The Trevor Truculence: Amorous Adventures Among the Phoenician Antiquities in the South of Spain

Peter Kelton

The Trevor Truculence: Amorous Adventures Among the Phoenician Antiquities in the South of Spain
Format
Paperback
Publisher
Peter Kelton DBA as Edit Ink
Published
12 March 2019
Pages
256
ISBN
9780692171981

The Trevor Truculence: Amorous Adventures Among the Phoenician Antiquities in the South of Spain

Peter Kelton

This title is printed to order. This book may have been self-published. If so, we cannot guarantee the quality of the content. In the main most books will have gone through the editing process however some may not. We therefore suggest that you be aware of this before ordering this book. If in doubt check either the author or publisher’s details as we are unable to accept any returns unless they are faulty. Please contact us if you have any questions.

The Trevor Truculence

Amorous Adventures Among the Phoenician Antiquities

in the South of Spain

This novel thrust an ancient Spanish fishing village that dates from the Phoenician era about 800 BC suddenly into the modern world as foreigners disrupt traditions and import radical change. Conflict arises when an American writer (Paul) returns to the village after a10-year absence to fall in love with a former neighbor, Gerda. Together they investigate a conspiracy led by Gerda’s former lover Trevor, a British adventurer, to exploit a hidden treasure of rhino horns buried deep in a cave thousands of years ago by Phoenicians who slaughtered the white rhinos in the Congo. Trevor is obsessed by the rhino horns’ aphrodisiac qualities and has linked it to the sexual performance of the African bonobo monkey and the sterling good health of the villagers. Paul and Gerda discover in Trevor’s endeavors a complex tale of literary fiction, adventure, mystery, suspense, myth, romance and Spanish history unlike any other ever written.

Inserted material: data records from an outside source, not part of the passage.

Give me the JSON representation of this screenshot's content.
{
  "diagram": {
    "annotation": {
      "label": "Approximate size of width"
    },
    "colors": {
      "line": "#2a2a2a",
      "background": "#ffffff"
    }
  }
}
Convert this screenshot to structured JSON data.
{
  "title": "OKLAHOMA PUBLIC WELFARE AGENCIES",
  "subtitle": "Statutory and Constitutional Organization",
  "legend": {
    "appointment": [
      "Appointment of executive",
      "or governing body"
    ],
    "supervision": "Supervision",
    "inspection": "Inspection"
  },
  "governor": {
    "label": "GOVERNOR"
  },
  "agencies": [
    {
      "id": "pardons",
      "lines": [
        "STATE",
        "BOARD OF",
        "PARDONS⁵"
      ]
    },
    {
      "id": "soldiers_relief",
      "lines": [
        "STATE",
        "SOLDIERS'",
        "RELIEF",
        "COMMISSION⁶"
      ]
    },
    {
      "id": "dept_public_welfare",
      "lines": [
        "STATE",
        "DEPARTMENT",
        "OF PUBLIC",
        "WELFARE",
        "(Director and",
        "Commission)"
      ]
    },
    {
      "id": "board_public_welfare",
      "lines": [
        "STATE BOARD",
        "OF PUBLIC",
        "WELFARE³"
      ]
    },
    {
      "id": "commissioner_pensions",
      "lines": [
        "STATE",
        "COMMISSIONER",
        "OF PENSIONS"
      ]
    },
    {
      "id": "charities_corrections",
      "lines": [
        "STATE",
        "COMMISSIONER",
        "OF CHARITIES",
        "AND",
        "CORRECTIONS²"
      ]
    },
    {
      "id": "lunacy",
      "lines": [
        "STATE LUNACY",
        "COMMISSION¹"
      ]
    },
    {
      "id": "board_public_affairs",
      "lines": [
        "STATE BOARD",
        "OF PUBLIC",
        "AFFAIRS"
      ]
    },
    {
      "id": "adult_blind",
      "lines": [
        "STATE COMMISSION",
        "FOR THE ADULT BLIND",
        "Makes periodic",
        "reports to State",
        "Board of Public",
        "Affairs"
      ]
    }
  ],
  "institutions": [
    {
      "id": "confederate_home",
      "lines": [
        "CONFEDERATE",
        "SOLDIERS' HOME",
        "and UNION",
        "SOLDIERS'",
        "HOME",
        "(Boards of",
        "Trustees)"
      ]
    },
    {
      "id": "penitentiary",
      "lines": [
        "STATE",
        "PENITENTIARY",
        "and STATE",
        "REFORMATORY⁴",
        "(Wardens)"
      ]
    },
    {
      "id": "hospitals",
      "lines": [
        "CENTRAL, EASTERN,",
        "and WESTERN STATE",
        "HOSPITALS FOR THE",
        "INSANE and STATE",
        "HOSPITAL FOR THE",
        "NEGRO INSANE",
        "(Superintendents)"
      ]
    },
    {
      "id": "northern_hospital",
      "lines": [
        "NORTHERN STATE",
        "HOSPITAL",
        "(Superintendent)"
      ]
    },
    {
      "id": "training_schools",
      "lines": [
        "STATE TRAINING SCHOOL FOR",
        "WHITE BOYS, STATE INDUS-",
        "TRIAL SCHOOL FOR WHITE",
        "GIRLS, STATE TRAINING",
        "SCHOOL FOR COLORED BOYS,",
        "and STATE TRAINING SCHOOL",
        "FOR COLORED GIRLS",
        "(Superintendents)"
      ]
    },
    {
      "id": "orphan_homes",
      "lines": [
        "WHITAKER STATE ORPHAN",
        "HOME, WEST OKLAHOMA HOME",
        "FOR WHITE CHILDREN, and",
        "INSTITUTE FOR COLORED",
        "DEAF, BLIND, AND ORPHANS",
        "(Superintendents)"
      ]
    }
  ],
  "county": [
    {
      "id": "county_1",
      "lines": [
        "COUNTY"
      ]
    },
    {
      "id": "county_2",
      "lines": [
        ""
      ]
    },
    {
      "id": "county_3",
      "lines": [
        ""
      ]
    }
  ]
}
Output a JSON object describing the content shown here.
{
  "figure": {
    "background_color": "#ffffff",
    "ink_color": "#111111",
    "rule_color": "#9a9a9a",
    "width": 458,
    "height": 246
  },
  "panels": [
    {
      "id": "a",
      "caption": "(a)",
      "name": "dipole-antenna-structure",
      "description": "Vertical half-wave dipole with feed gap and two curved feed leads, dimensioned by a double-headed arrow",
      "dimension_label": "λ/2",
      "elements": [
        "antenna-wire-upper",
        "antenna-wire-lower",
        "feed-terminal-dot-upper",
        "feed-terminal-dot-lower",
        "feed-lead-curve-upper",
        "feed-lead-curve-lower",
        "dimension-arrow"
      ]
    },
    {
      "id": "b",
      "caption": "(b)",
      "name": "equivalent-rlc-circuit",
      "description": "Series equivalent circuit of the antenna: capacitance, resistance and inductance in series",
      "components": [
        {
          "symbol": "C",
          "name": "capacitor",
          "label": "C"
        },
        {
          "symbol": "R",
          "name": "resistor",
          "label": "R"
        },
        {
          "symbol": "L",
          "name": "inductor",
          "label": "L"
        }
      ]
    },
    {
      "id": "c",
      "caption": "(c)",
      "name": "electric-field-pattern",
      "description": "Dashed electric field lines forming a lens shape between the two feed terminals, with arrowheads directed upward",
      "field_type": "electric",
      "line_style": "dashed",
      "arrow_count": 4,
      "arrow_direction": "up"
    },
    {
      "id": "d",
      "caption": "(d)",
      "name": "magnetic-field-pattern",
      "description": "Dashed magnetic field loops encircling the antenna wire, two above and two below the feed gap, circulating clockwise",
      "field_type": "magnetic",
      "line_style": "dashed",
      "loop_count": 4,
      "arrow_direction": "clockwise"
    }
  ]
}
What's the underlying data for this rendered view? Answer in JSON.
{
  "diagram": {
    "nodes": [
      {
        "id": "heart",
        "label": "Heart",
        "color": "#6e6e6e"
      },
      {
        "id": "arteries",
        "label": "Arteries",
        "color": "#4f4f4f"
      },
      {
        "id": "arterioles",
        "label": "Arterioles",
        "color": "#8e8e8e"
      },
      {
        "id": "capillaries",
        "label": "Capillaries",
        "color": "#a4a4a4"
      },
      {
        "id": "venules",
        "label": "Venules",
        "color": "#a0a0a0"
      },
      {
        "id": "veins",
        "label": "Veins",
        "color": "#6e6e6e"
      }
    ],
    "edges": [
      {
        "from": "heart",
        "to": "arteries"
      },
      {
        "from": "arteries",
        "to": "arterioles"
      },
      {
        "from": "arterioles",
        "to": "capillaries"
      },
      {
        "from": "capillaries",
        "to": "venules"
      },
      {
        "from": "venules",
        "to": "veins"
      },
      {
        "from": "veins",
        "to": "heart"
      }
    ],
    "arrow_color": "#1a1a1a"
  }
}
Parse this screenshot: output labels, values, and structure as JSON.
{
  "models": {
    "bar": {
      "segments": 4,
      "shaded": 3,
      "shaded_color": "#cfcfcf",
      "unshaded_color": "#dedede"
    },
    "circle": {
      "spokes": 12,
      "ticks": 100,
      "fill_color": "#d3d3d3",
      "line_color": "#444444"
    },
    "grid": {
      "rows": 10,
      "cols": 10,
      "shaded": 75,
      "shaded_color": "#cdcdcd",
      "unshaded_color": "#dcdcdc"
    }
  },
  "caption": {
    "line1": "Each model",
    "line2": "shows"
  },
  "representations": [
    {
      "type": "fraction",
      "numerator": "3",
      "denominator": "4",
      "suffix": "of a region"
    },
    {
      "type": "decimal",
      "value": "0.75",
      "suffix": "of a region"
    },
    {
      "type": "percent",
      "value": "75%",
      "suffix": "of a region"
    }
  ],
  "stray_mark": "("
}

As in earlier novels, described by critics as marvelously extraordinary, eccentric and bizarre, Peter Kelton’s characters emerge from their white-washed village homes in a parade of lust and occasional betrayal, sauntering through and sometimes tripping over basic truths about human nature. As in all his novels the author remains steady in his belief that well-written literary fiction doesn’t have to be high-brow; it has to embrace ideas about destiny in a storyline that holds the readers’ attention. During his classic presentation at the 200th anniversary writers’ conference of North American Review, the nation’s oldest literary magazine, he poked fun at his own novels for their obscurity, implying clarity in the digital age equals salvation. Then he toyed with the digital age itself:

Some nut will find a way to blow up the electric grid. All these electronic gadgets that rely on electricity will go dark. The batteries will run down. We’re talking Cormac McCarthy darkness, black on black… except for one distant flicker of light. It’s on a beach probably Australia. Survivors will make their way through the dark and find the light from a single candle. Next to the candle will be a lad with a note book scribbling away with the last pencil on earth. He’s writing about what happened. He hopes someone will read what he writes. That’s what writers do. They hope.

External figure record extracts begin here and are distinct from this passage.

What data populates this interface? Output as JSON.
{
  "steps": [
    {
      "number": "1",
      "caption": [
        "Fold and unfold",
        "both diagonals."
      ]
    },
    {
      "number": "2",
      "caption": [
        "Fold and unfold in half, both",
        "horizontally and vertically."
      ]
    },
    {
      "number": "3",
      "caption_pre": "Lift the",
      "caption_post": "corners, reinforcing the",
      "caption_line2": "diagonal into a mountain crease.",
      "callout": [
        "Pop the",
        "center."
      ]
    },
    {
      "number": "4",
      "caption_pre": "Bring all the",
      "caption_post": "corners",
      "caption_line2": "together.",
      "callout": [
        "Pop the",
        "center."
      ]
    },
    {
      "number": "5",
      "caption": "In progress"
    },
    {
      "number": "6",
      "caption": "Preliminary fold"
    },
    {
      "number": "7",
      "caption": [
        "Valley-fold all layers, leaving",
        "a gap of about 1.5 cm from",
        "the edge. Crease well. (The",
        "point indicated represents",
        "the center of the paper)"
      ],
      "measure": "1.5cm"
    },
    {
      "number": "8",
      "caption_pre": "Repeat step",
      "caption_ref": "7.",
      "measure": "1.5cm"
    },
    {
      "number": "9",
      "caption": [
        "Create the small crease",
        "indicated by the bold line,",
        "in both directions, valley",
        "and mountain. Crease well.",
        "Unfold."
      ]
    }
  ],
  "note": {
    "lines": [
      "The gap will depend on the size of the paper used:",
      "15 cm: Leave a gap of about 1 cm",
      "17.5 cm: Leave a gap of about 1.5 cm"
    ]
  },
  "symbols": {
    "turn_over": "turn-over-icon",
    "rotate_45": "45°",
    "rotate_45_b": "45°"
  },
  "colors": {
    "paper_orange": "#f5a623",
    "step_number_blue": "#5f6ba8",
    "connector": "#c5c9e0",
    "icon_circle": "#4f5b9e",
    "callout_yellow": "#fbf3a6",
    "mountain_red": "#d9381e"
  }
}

In The Trevor Truculence, Kelton’s characters are indeed marvelously extraordinary, eccentric and bizarre. They are just as real as Studs Terkel’s real folks in The Great War. Instead of a war to bind them together, they are bound together by sharing the village secrets. After a small standing ovation for his literary presentation, a local reporter in Cedar Falls, Iowa asked Kelton what his style was. Wedged somewhere between the beautiful language of John Hawkes and the dense absurdity of Thomas Pynchon.

The Trevor Truculence is a companion to a highly readable six-novel bookshelf that also includes Splat!
A Light in Polanco,
The Junk Yard Solution
Reminds Me of My Innocence, and The Yesterlings, written in a span of 50 years after Lewis H. Lapham, editor of Harper’s, wrote to the author’s agent, I love the way Kelton writes. Psychologist B. G. Stice wrote in a review of Kelton’s first novel, in 2006. The author is a master of plot twists. His writing is lyrical and stunning in its simplicity.

This item is not currently in-stock. It can be ordered online and is expected to ship in 7-14 days

Our stock data is updated periodically, and availability may change throughout the day for in-demand items. Please call the relevant shop for the most current stock information. Prices are subject to change without notice.

Sign in or become a Readings Member to add this title to a wishlist.